A success story in paperback

Penguin is more than just one of the most venerable names in the book publishing world. It is an august institution - albeit one now tainted with the whiff of scandal.

Established in 1935 to help educate the masses with sixpence paperbacks of classics, Penguin has grown to become the largest consumer book publisher in the UK and number four in the US, with global sales of pounds 369m and profits of pounds 33.6m in 1995. It is also the leading publisher of children's books in the UK, using the famous Ladybird imprint.

Yet its financial fortunes have always waxed and waned. Bought by Pearson in the late Sixties, Penguin was suffering heavy losses when Peter Mayer, a brash American, took over as chief executive in 1979.

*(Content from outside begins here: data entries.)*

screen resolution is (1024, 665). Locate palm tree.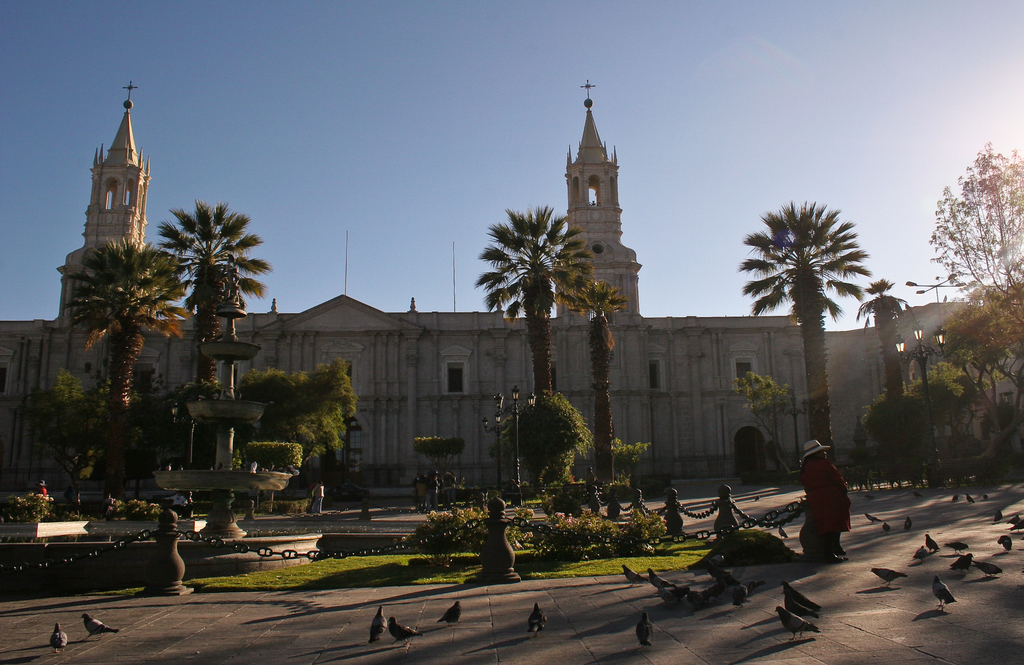
{"x1": 157, "y1": 198, "x2": 271, "y2": 447}.
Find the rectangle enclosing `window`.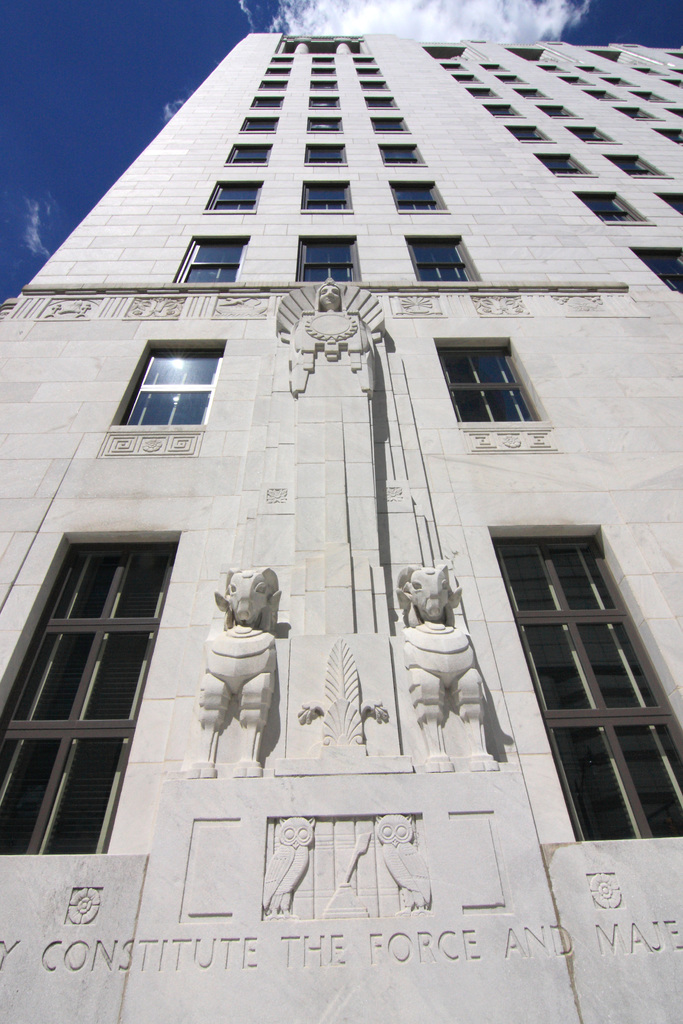
left=632, top=85, right=666, bottom=106.
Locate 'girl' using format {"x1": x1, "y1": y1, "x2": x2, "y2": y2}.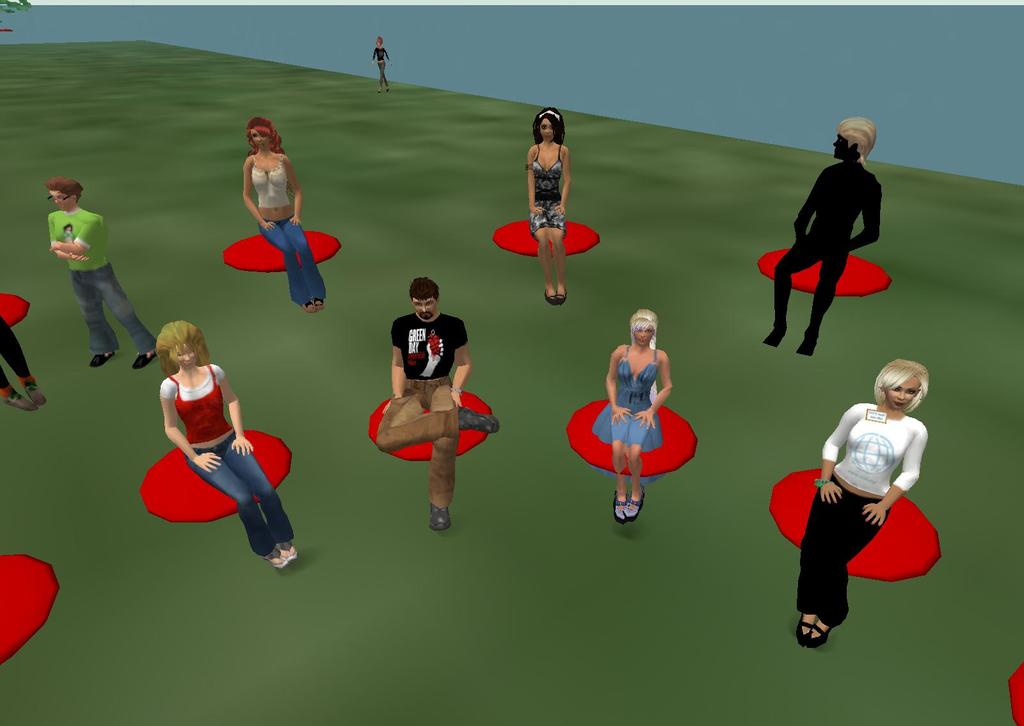
{"x1": 159, "y1": 320, "x2": 298, "y2": 568}.
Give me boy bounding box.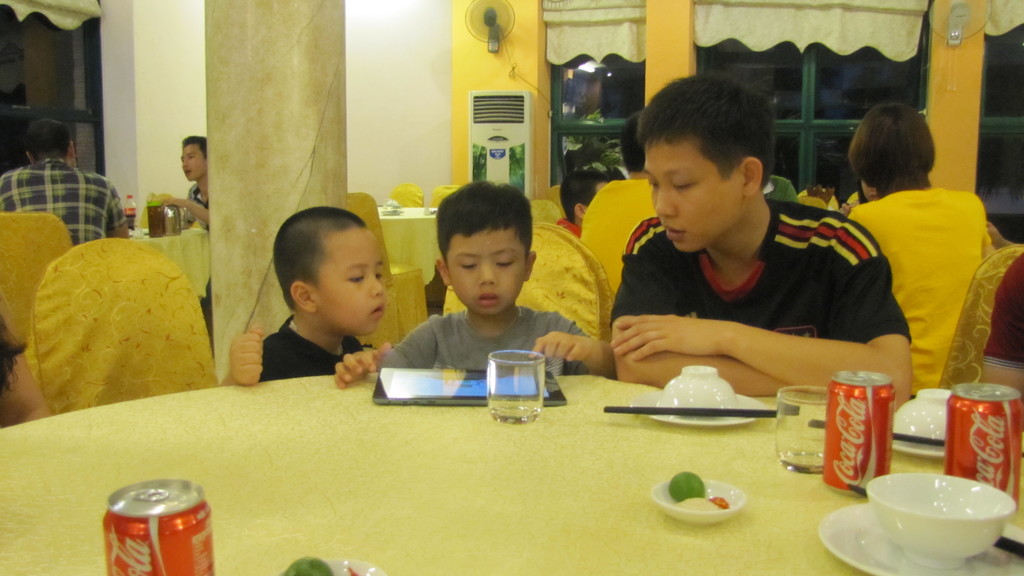
330, 178, 590, 388.
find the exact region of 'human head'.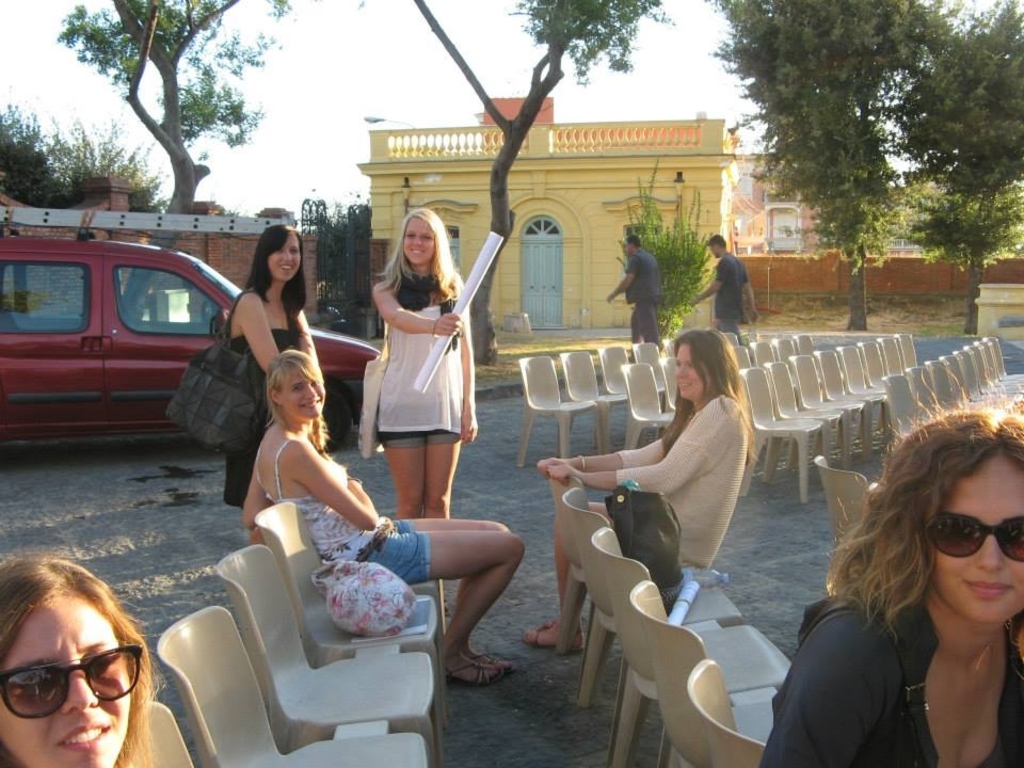
Exact region: box(703, 234, 729, 259).
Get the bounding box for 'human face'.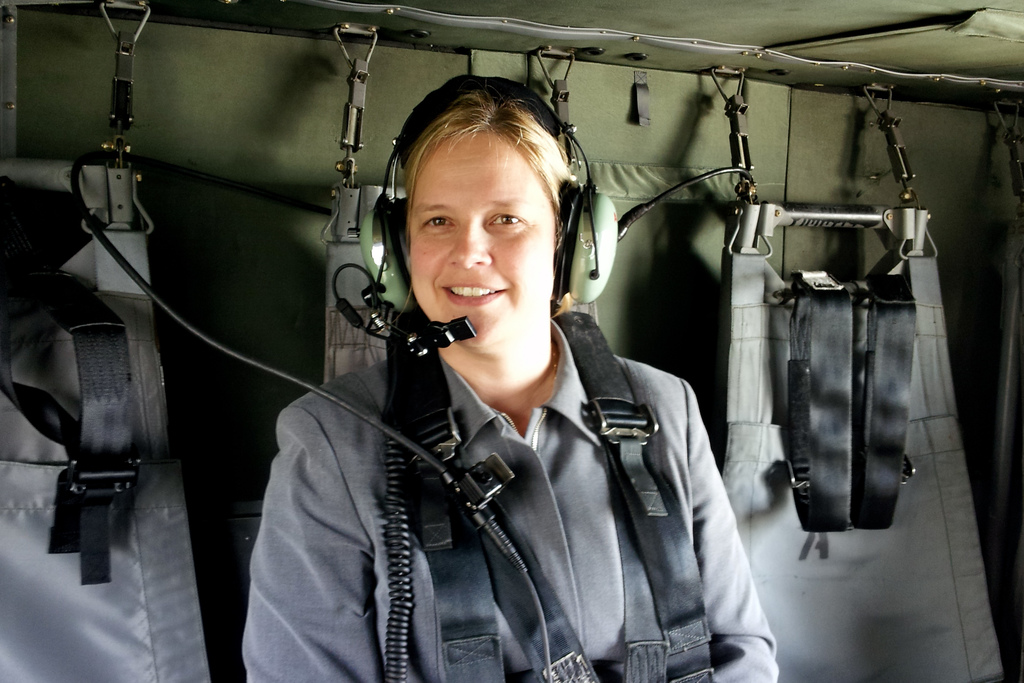
<bbox>406, 126, 556, 347</bbox>.
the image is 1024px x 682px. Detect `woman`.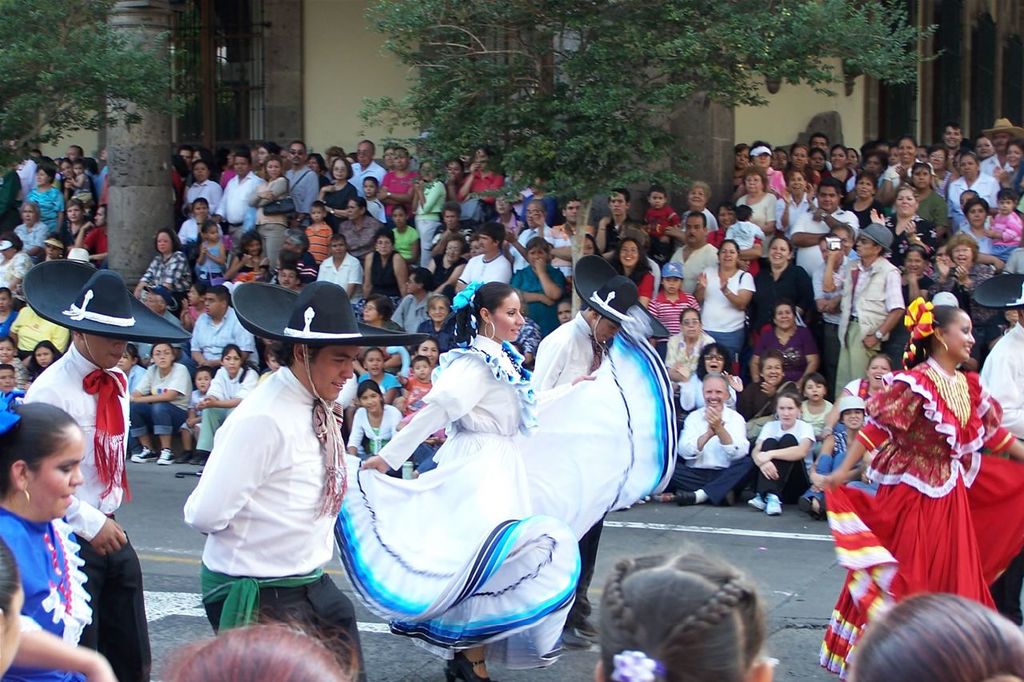
Detection: bbox(115, 343, 149, 389).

Mr Mayer wasted no time in scrapping Penguin's famous orange book covers - the green ones for thrillers also went. Traditionalists were also shocked when he bought hardback imprints such as Viking, Michael Joseph and Hamish Hamilton, bringing with them books such as Shirley Conran's Lace and Jane Fonda's Work-Out.

Mr Mayer was also a ruthless cost-cutter. In 1995 alone, 100 staff in the London headquarters were sacked, the managing director was replaced, some authors threatened to leave and morale plummeted. "There was some deal of fear about Mr Mayer," said a senior industry figure yesterday. "Questions were never really asked."

Mr Mayer was proud of the cultural changes he had unleashed. "Penguin has been liberated," he boasted to Publishing News shortly before announcing his surprise decision to quit last year. "We can publish any kind of book we want to."

But he was no barbarian at the gate, being prepared to take risks for the sake of literary freedom. Penguin published Salman Rushdie's The Satanic Verses and, like the author, Mr Mayer has lived under an Islamic death sentence since 1989.

However, Penguin has struggled in the UK over the past couple of years from substantial destocking, the collapse of the Net Book Agreement and big retailers discounting best sellers.

But in the US Penguin continued to do better than its rivals, ostensibly thanks to a strong list of authors and imprints acquired in the late 1980s.

Yesterday's unearthing of a pounds 100m black hole in the accounts, blamed by Pearson on one middle-ranking employee, raises questions marks about how much of that performance was down to cooking the books.

Mr Mayer's successor, Michael Lynton, a 36-year-old Harvard Business School graduate who ran the Disney studio Hollywood Pictures, recently described his new job as "a dream come true". Six weeks after taking over, it has turned into a nightmare.